Bilingual · recall-first · open

Which layer earns its compute?

CONFIDE-Bench measures how well automatic privacy tools hide personal details in psychotherapy session transcripts — in Russian and English — and which combination of detectors is actually worth running.

A missed identifier is leaked client data. So the benchmark is recall-first, scores detectors the way published de-identification work does (entity-level, direct vs. quasi), and asks the sharper question: what can only an LLM catch, and what still leaks after we redact?

A psychotherapy transcript with personal details being masked — names, places, and a medication covered by redaction blocks.

The problem

Therapists want AI help. The transcript can't leak the client.

Therapists increasingly want to use AI to review their sessions — but a raw transcript can reveal a client's name, town, employer, diagnosis, or the medication they take. The fix is to strip identifying information out before anything leaves the therapist's machine. That is harder than it sounds:

  • Easy clues — a phone or email looks like one, so a simple rule catches it.
  • Hard clues — "I'm the only puppet-maker in my small town" contains no name, yet still points to one person.

CONFIDE-Bench is the scorecard for that job — and, unusually, it covers Russian as well as English, and therapy conversations rather than hospital notes.

What it measures

Did we catch it?

Coverage recall, entity-level (TAB): an entity counts as protected only if every mention is masked. One un-redacted recurrence is a leak. Recall is weighted over precision (F2).

What only an LLM catches

Direct IDs fall to rules + NER. Quasi-identifiers needing world-knowledge — a drug name, an occupation, a spelled-out age — are invisible to pattern layers; the local LLM is the only layer that lifts them.

What still leaks

Even after redaction, surviving quasi-identifiers and an inference attack on the masked text show how much re-identification surface remains — mapped onto named regulatory risks.

Headline findings

Direct identifiers are table stakes; quasi-identifiers are the real surface.

88%
RU default coverage
natasha + regex + qwen2.5:3b ★
4
datasets
RU · RU-adv · EN · RU-real
31%
quasi-ID survival
both clients · re-id surface
19/20
adversarial caught
lone leak: a transliterated name

Three PII types — age, medication, profession — sit near zero under the deterministic layers. The local LLM raises their mention-recall, but medication and profession stay low at the strict entity level, because every mention must be masked. Redaction of direct identifiers is necessary but not sufficient.

Exploratory model-swap finding: Gemma3 and Gemma4 both beat the current Qwen baseline on completed full short slices; Gemma4 is strongest on quality, while Qwen remains the published default until variance and promotion gates pass.

our position

We report the RED residual-risk tier on purpose. De-identification is harm-reduction, not anonymization — it never replaces explicit, informed client consent and local-only handling for any real recording. A tool that promised "safe to upload" would be the dangerous one. Read our ethics & consent stance →

See the full interactive report →  ·  русская версия →

The toolkit

Not just a scorecard — the tools too.

CONFIDE ships the redactor and the adversary. The session-anonymizer skill does three-layer, fully-local de-identification inside your coding agent — install it with npx skills add glebis/confide. CONFIDE-Red then tries to re-identify what survived (inference / singling-out / linkability) — the honest check behind the RED tier.

Help

The gold standard needs more than one annotator.

To make the benchmark trustworthy, its "gold" labels must be marked by several independent people — and Russian speakers are especially needed. A pilot is ~6–10 transcripts, roughly 3–5 hours, on your own schedule. You only ever see synthetic or consented data.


Directions for this task:
Give back exactly the line that contains "Given width=1024, height=768" and all the lines after it in the records below, to the very last, with no other output.
━━━ Record set
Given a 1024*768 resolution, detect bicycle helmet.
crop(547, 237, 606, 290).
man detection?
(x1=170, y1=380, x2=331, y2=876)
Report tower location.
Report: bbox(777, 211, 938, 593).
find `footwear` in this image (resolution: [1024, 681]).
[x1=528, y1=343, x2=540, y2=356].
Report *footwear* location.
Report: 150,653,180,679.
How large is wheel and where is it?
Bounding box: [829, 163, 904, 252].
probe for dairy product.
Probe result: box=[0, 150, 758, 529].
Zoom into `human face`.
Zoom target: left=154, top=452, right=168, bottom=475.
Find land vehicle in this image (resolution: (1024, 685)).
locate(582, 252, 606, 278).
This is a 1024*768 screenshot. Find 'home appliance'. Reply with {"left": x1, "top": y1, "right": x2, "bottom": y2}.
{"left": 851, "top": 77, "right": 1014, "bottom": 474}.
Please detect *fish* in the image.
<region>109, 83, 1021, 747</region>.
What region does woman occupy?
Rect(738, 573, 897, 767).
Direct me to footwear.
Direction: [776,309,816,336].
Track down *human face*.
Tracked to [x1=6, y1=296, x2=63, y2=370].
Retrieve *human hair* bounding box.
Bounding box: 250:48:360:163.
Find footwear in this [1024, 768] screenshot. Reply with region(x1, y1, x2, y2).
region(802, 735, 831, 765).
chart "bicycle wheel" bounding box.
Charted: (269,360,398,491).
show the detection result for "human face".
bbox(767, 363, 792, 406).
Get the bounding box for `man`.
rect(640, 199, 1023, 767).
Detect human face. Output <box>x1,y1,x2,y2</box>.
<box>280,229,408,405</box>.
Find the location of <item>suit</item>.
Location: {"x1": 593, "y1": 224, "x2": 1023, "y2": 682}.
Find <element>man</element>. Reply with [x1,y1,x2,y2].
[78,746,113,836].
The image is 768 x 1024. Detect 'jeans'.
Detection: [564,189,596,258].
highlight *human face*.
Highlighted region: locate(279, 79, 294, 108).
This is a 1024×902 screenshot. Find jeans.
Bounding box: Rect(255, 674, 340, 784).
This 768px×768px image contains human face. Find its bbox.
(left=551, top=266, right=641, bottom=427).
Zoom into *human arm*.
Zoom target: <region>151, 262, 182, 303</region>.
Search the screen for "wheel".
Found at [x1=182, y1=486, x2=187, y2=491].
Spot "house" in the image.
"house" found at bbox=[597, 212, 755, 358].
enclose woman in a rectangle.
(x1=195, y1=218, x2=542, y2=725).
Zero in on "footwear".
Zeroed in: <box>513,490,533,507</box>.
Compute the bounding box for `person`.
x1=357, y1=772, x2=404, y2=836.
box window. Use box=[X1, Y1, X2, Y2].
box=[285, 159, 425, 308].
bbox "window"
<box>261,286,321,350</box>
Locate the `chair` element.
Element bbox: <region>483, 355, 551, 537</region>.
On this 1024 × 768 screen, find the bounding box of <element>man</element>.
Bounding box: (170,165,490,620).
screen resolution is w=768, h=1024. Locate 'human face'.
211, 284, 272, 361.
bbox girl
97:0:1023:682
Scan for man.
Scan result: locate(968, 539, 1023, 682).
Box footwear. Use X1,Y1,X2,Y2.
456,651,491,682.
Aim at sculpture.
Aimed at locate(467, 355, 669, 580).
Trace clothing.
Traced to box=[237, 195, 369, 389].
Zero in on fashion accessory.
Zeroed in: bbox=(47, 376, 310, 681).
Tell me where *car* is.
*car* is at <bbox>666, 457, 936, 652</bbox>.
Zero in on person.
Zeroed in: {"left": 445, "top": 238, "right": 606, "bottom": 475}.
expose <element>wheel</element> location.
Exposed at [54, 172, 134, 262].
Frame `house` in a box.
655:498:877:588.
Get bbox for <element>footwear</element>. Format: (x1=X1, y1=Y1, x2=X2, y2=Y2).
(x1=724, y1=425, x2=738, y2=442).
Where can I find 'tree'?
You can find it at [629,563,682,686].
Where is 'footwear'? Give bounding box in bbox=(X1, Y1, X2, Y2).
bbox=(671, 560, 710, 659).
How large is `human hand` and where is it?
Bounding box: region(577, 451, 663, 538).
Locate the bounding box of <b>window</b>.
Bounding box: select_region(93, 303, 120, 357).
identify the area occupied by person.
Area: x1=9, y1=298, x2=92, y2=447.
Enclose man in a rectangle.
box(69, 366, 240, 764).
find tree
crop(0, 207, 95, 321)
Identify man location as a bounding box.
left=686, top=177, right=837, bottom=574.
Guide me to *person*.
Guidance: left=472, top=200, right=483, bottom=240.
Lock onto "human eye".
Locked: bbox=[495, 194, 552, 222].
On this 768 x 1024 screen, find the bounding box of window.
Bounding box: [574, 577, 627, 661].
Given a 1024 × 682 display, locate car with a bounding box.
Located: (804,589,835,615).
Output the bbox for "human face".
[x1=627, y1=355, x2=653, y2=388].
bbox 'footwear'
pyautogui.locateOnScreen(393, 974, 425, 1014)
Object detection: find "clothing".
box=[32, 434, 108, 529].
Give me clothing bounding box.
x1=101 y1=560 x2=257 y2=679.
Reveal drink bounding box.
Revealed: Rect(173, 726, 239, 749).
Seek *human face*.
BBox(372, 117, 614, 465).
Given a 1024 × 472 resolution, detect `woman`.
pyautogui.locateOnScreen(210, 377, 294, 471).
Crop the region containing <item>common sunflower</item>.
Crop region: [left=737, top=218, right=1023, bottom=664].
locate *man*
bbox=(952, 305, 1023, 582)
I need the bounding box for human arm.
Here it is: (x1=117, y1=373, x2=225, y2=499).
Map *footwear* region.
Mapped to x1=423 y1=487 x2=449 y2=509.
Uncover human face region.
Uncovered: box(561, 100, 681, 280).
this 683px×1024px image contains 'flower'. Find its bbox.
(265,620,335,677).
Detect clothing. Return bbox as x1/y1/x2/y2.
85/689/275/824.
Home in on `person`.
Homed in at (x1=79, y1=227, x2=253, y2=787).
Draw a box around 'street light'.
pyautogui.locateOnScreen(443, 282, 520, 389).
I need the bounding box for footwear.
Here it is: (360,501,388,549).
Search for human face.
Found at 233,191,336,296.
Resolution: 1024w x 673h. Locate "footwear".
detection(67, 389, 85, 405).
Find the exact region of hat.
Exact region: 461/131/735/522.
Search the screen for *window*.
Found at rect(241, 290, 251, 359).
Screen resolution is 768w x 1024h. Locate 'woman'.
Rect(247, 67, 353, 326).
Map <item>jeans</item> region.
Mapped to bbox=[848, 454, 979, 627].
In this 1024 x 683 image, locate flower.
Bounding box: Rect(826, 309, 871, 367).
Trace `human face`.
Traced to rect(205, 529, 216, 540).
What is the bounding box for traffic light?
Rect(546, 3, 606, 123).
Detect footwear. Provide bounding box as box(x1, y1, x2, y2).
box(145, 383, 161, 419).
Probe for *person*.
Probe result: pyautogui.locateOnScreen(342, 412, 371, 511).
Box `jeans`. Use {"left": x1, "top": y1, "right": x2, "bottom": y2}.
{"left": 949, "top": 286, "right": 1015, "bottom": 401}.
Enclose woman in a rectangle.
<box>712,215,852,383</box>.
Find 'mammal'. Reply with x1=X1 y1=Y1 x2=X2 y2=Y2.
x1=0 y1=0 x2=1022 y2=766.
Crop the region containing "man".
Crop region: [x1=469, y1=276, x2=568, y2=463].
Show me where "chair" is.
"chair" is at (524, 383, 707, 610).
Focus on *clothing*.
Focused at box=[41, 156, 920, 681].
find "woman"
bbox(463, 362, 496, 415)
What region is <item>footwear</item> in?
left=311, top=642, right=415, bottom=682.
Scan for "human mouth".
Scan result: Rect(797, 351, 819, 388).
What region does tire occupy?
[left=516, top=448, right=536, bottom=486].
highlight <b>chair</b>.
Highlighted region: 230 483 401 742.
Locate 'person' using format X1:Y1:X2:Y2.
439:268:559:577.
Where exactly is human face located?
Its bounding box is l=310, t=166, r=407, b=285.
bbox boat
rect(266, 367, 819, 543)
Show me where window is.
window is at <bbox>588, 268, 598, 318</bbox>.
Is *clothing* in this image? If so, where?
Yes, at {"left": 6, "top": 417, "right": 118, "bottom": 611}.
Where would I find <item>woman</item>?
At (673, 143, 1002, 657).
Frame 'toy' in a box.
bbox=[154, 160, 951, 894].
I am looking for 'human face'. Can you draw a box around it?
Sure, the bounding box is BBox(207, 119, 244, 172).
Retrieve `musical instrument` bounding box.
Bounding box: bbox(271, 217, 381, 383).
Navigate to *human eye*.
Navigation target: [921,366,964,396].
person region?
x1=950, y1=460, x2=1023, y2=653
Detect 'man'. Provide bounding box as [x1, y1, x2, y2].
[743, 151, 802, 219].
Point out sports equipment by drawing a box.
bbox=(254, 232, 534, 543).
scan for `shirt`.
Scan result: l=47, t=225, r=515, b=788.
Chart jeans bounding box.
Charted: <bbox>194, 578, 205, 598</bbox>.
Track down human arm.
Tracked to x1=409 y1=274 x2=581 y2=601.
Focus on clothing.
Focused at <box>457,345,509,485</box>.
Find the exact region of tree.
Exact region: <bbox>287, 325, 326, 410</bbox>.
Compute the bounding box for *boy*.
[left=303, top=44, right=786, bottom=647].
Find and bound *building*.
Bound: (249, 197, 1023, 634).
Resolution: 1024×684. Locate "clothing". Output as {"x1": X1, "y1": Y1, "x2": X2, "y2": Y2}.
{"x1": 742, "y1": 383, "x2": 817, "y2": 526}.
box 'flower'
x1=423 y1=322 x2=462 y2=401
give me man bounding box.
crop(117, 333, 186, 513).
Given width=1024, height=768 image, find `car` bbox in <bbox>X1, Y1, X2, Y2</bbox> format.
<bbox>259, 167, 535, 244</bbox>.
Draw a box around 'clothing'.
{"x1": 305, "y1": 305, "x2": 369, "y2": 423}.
━━━━━━
Written answer:
Given width=1024, height=768 image, find `car` bbox in <bbox>X1, Y1, X2, Y2</bbox> format.
<bbox>259, 167, 535, 244</bbox>.
Draw a box around 'clothing'.
{"x1": 305, "y1": 305, "x2": 369, "y2": 423}.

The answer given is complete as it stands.